Chris, you've inspired me to think more fully through the next revision of my OMT8 rig, which I've been planning on reworking for a while. See the attached PDF if interested.
The primary change will be the central support hub. The arms and overall geometry remain the same as before and I plan to stick with the black telescopic TV antennas for at least the outer portion of the L/R arms out to the omnis, but might switch to carbon fiber kite tubes for inner portion of those, or not. Also may use carbon tubes for the rear facing pair arms, since I don't actually telescope those in use. My most recent previous revision switched out the center forward-reaching telescopic TV antenna arm for a standard folding mic-clip, since like the rear-facing pair I no longer actually telescope it in use, and I plan to retain that standard folding clip so I can easily switch between the stereo shotgun I'm currently using in that position, the DPA/Naiant Mid/Side pair it replaced, or any other M/S pair I want to try.
The new single-piece central support structure will replace a stack of several aluminum arm supports I've used and reworked for over 15 years, supporting all five arm attachment points with the correct a pentagonal geometry, eliminating the need for little angle tweaks between arm pairs to get everything lined up right when deploying it on the stand, foot, or clamp or whatever. That should both simplify and streamline the arrangement, cleaning it up nicely.
The key component here is the pentagonal top plate (in orange in the PDF) to which all the arms attach. I'll probably build just that part first with a spigot stud on the bottom which mates to my various support options, the same as my current rig works.
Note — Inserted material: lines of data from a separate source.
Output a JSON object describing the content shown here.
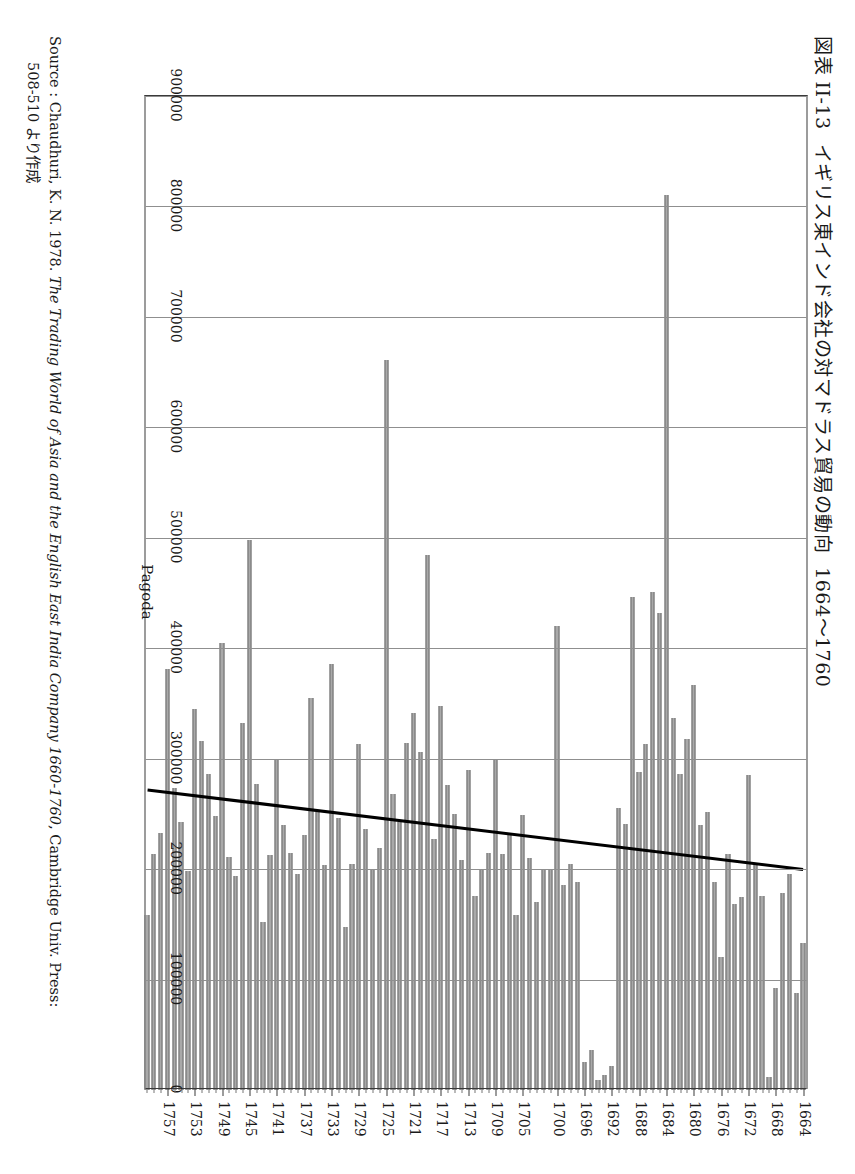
{
  "figure": {
    "title_number": "図表 II-13",
    "title_text": "イギリス東インド会社の対マドラス貿易の動向",
    "title_years": "1664〜1760"
  },
  "source": {
    "label": "Source : ",
    "author_year": "Chaudhuri, K. N. 1978. ",
    "work_italic": "The Trading World of Asia and the English East India Company 1660-1760",
    "publisher": ", Cambridge Univ. Press:",
    "pages_line": "508-510 より作成"
  },
  "chart_data": {
    "type": "bar",
    "orientation": "horizontal",
    "xlabel": "Pagoda",
    "ylabel": "",
    "value_axis_label": "Pagoda",
    "value_axis_ticks": [
      "0",
      "100000",
      "200000",
      "300000",
      "400000",
      "500000",
      "600000",
      "700000",
      "800000",
      "900000"
    ],
    "value_axis_tick_values": [
      0,
      100000,
      200000,
      300000,
      400000,
      500000,
      600000,
      700000,
      800000,
      900000
    ],
    "xlim": [
      0,
      900000
    ],
    "grid": true,
    "grid_axis": "value",
    "legend": "none",
    "bar_color": "#a9a9a9",
    "bar_edge_color": "#6f6f6f",
    "trendline_color": "#000000",
    "category_tick_labels": [
      "1664",
      "1668",
      "1672",
      "1676",
      "1680",
      "1684",
      "1688",
      "1692",
      "1696",
      "1700",
      "1705",
      "1709",
      "1713",
      "1717",
      "1721",
      "1725",
      "1729",
      "1733",
      "1737",
      "1741",
      "1745",
      "1749",
      "1753",
      "1757"
    ],
    "categories": [
      1664,
      1665,
      1666,
      1667,
      1668,
      1669,
      1670,
      1671,
      1672,
      1673,
      1674,
      1675,
      1676,
      1677,
      1678,
      1679,
      1680,
      1681,
      1682,
      1683,
      1684,
      1685,
      1686,
      1687,
      1688,
      1689,
      1690,
      1691,
      1692,
      1693,
      1694,
      1695,
      1696,
      1697,
      1698,
      1699,
      1700,
      1701,
      1702,
      1703,
      1704,
      1705,
      1706,
      1707,
      1708,
      1709,
      1710,
      1711,
      1712,
      1713,
      1714,
      1715,
      1716,
      1717,
      1718,
      1719,
      1720,
      1721,
      1722,
      1723,
      1724,
      1725,
      1726,
      1727,
      1728,
      1729,
      1730,
      1731,
      1732,
      1733,
      1734,
      1735,
      1736,
      1737,
      1738,
      1739,
      1740,
      1741,
      1742,
      1743,
      1744,
      1745,
      1746,
      1747,
      1748,
      1749,
      1750,
      1751,
      1752,
      1753,
      1754,
      1755,
      1756,
      1757,
      1758,
      1759,
      1760
    ],
    "values": [
      133000,
      88000,
      196000,
      178000,
      92000,
      12000,
      176000,
      205000,
      285000,
      175000,
      168000,
      214000,
      120000,
      188000,
      252000,
      240000,
      367000,
      318000,
      286000,
      337000,
      810000,
      432000,
      451000,
      313000,
      288000,
      446000,
      241000,
      255000,
      22000,
      14000,
      9000,
      36000,
      25000,
      188000,
      205000,
      186000,
      420000,
      200000,
      199000,
      170000,
      210000,
      249000,
      158000,
      231000,
      214000,
      300000,
      215000,
      200000,
      176000,
      290000,
      208000,
      250000,
      276000,
      348000,
      227000,
      484000,
      306000,
      341000,
      314000,
      243000,
      268000,
      661000,
      219000,
      200000,
      236000,
      313000,
      205000,
      148000,
      246000,
      386000,
      204000,
      252000,
      355000,
      231000,
      196000,
      215000,
      240000,
      299000,
      213000,
      152000,
      277000,
      498000,
      332000,
      194000,
      211000,
      405000,
      248000,
      286000,
      316000,
      345000,
      198000,
      243000,
      273000,
      381000,
      233000,
      214000,
      158000
    ],
    "trendline": {
      "type": "linear",
      "start_category": 1664,
      "start_value": 199000,
      "end_category": 1760,
      "end_value": 271000,
      "note": "rising linear trend drawn across the series"
    }
  }
}
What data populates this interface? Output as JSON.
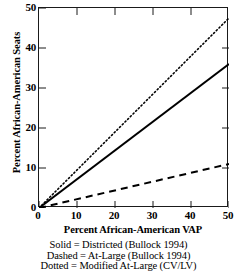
{
  "chart_data": {
    "type": "line",
    "title": "",
    "xlabel": "Percent African-American VAP",
    "ylabel": "Percent African-American Seats",
    "xlim": [
      0,
      50
    ],
    "ylim": [
      0,
      50
    ],
    "xticks": [
      "0",
      "10",
      "20",
      "30",
      "40",
      "50"
    ],
    "yticks": [
      "0",
      "10",
      "20",
      "30",
      "40",
      "50"
    ],
    "grid": false,
    "legend_position": "below-plot",
    "series": [
      {
        "name": "Districted (Bullock 1994)",
        "style": "solid",
        "color": "#000000",
        "x": [
          0,
          50
        ],
        "values": [
          0,
          36
        ]
      },
      {
        "name": "At-Large (Bullock 1994)",
        "style": "dashed",
        "color": "#000000",
        "x": [
          0,
          50
        ],
        "values": [
          0,
          11
        ]
      },
      {
        "name": "Modified At-Large (CV/LV)",
        "style": "dotted",
        "color": "#000000",
        "x": [
          0,
          50
        ],
        "values": [
          0,
          47.5
        ]
      }
    ]
  },
  "caption": {
    "lines": [
      "Solid = Districted (Bullock 1994)",
      "Dashed = At-Large (Bullock 1994)",
      "Dotted = Modified At-Large (CV/LV)"
    ]
  },
  "colors": {
    "axis": "#1a1a1a",
    "ink": "#000000",
    "background": "#ffffff"
  }
}
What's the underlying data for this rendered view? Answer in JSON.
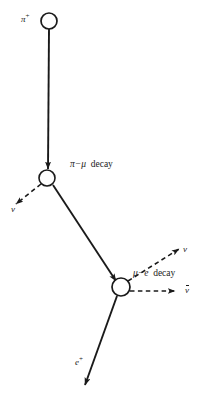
{
  "figure": {
    "background_color": "#ffffff",
    "stroke_color": "#1a1a1a",
    "width": 203,
    "height": 395
  },
  "labels": {
    "pi_plus": "π",
    "pi_plus_charge": "+",
    "neutrino_from_pion": "ν",
    "pi_mu_decay_left": "π−μ",
    "pi_mu_decay_word": "decay",
    "neutrino_from_muon": "ν",
    "mu_e_decay_left": "μ−e",
    "mu_e_decay_word": "decay",
    "antineutrino": "ν",
    "antineutrino_bar": "overbar",
    "positron": "e",
    "positron_charge": "+"
  },
  "vertices": [
    {
      "name": "pion-origin",
      "x": 49,
      "y": 21,
      "radius": 8,
      "style": "open-circle"
    },
    {
      "name": "pi-mu-vertex",
      "x": 47,
      "y": 178,
      "radius": 8,
      "style": "open-circle"
    },
    {
      "name": "mu-e-vertex",
      "x": 121,
      "y": 287,
      "radius": 9,
      "style": "open-circle"
    }
  ],
  "tracks": [
    {
      "name": "pion-track",
      "particle": "π+",
      "style": "solid",
      "arrow": true,
      "from": {
        "x": 49,
        "y": 29
      },
      "to": {
        "x": 48,
        "y": 168
      }
    },
    {
      "name": "neutrino-track-1",
      "particle": "ν",
      "style": "dashed",
      "arrow": true,
      "from": {
        "x": 41,
        "y": 184
      },
      "to": {
        "x": 15,
        "y": 205
      }
    },
    {
      "name": "muon-track",
      "particle": "μ+",
      "style": "solid",
      "arrow": true,
      "from": {
        "x": 53,
        "y": 185
      },
      "to": {
        "x": 115,
        "y": 280
      }
    },
    {
      "name": "neutrino-track-2",
      "particle": "ν",
      "style": "dashed",
      "arrow": true,
      "from": {
        "x": 128,
        "y": 281
      },
      "to": {
        "x": 178,
        "y": 248
      }
    },
    {
      "name": "antineutrino-track",
      "particle": "ν̄",
      "style": "dashed",
      "arrow": true,
      "from": {
        "x": 130,
        "y": 291
      },
      "to": {
        "x": 174,
        "y": 291
      }
    },
    {
      "name": "positron-track",
      "particle": "e+",
      "style": "solid",
      "arrow": true,
      "from": {
        "x": 117,
        "y": 296
      },
      "to": {
        "x": 84,
        "y": 386
      }
    }
  ]
}
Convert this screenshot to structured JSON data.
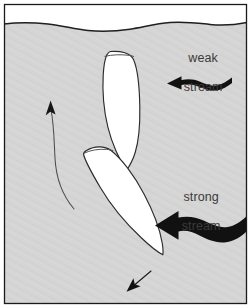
{
  "figure": {
    "kind": "diagram",
    "frame": {
      "border_color": "#1a1a1a",
      "border_width_px": 1,
      "outer_background": "#ffffff"
    },
    "water": {
      "fill_color": "#d4d4d4",
      "surface_line_color": "#1a1a1a",
      "sky_color": "#ffffff",
      "surface_label": "water surface"
    },
    "boats": [
      {
        "id": "boat-upper",
        "position_label": "upper boat",
        "orientation": "vertical, bow down",
        "fill_color": "#ffffff",
        "outline_color": "#2b2b2b"
      },
      {
        "id": "boat-lower",
        "position_label": "lower boat",
        "orientation": "tilted, bow down-right",
        "fill_color": "#ffffff",
        "outline_color": "#2b2b2b"
      }
    ],
    "streams": [
      {
        "id": "weak-stream",
        "label_line_1": "weak",
        "label_line_2": "stream",
        "direction": "leftward",
        "arrow_color": "#111111",
        "arrow_weight": "thin"
      },
      {
        "id": "strong-stream",
        "label_line_1": "strong",
        "label_line_2": "stream",
        "direction": "leftward",
        "arrow_color": "#111111",
        "arrow_weight": "thick"
      }
    ],
    "motion_arrows": [
      {
        "id": "drift-arrow",
        "label": "curved upward drift arrow",
        "direction": "upward, curving left",
        "color": "#4a4a4a",
        "weight": "hairline"
      },
      {
        "id": "heading-arrow",
        "label": "small heading arrow",
        "direction": "down-left",
        "color": "#111111",
        "weight": "hairline"
      }
    ]
  }
}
But I've gone ahead and drawn it up with vibration isolation incorporated into it to reduce solid-borne noise transmission though the stand and cable. As mentioned, incorporation of suspension is really just something of a nice to have addition for me, but.. it will be nice to have, and this is an opportune time to consider it in the redesign. To do that the spigot stud gets moved from the top plate to a lower plate, which supports the top plate though 5 Sorbathane damping 'pucks' of sufficiently low durometer to be effective, positioned around the periphery of the top plate between arm attachment points so as to form a sufficiently wide support basis that hopefully keeps the top plate part and arms stable and not too wiggly. Bottom plate would be a spider or asterisk shape to allow the arms to fold down bewteen its notches for stowage / transport.
Also considering incorporating a multi-pin connector into the bottom plate, to which the cable bundle could be disconnected. Alternately, that will be a good place to incorporate Cat 5 /6 baluns which would eliminate the current cable bundle and further streamline things, but I'd still need two Cat 5 /6 cables to support all 8 channels.
I plan to fabricate this from aluminum plate, but also thinking it could be nicely 3d printed, using sufficiently tough materials such as whatever Scott at SRS uses.
PDF of the current concept is attached. The key illustrations are all on page 1. Page 2 is just an aesthetics comparison of a few different top plate shapes. I'm leaning toward the slightly starfish shaped version over the inflated pentagon.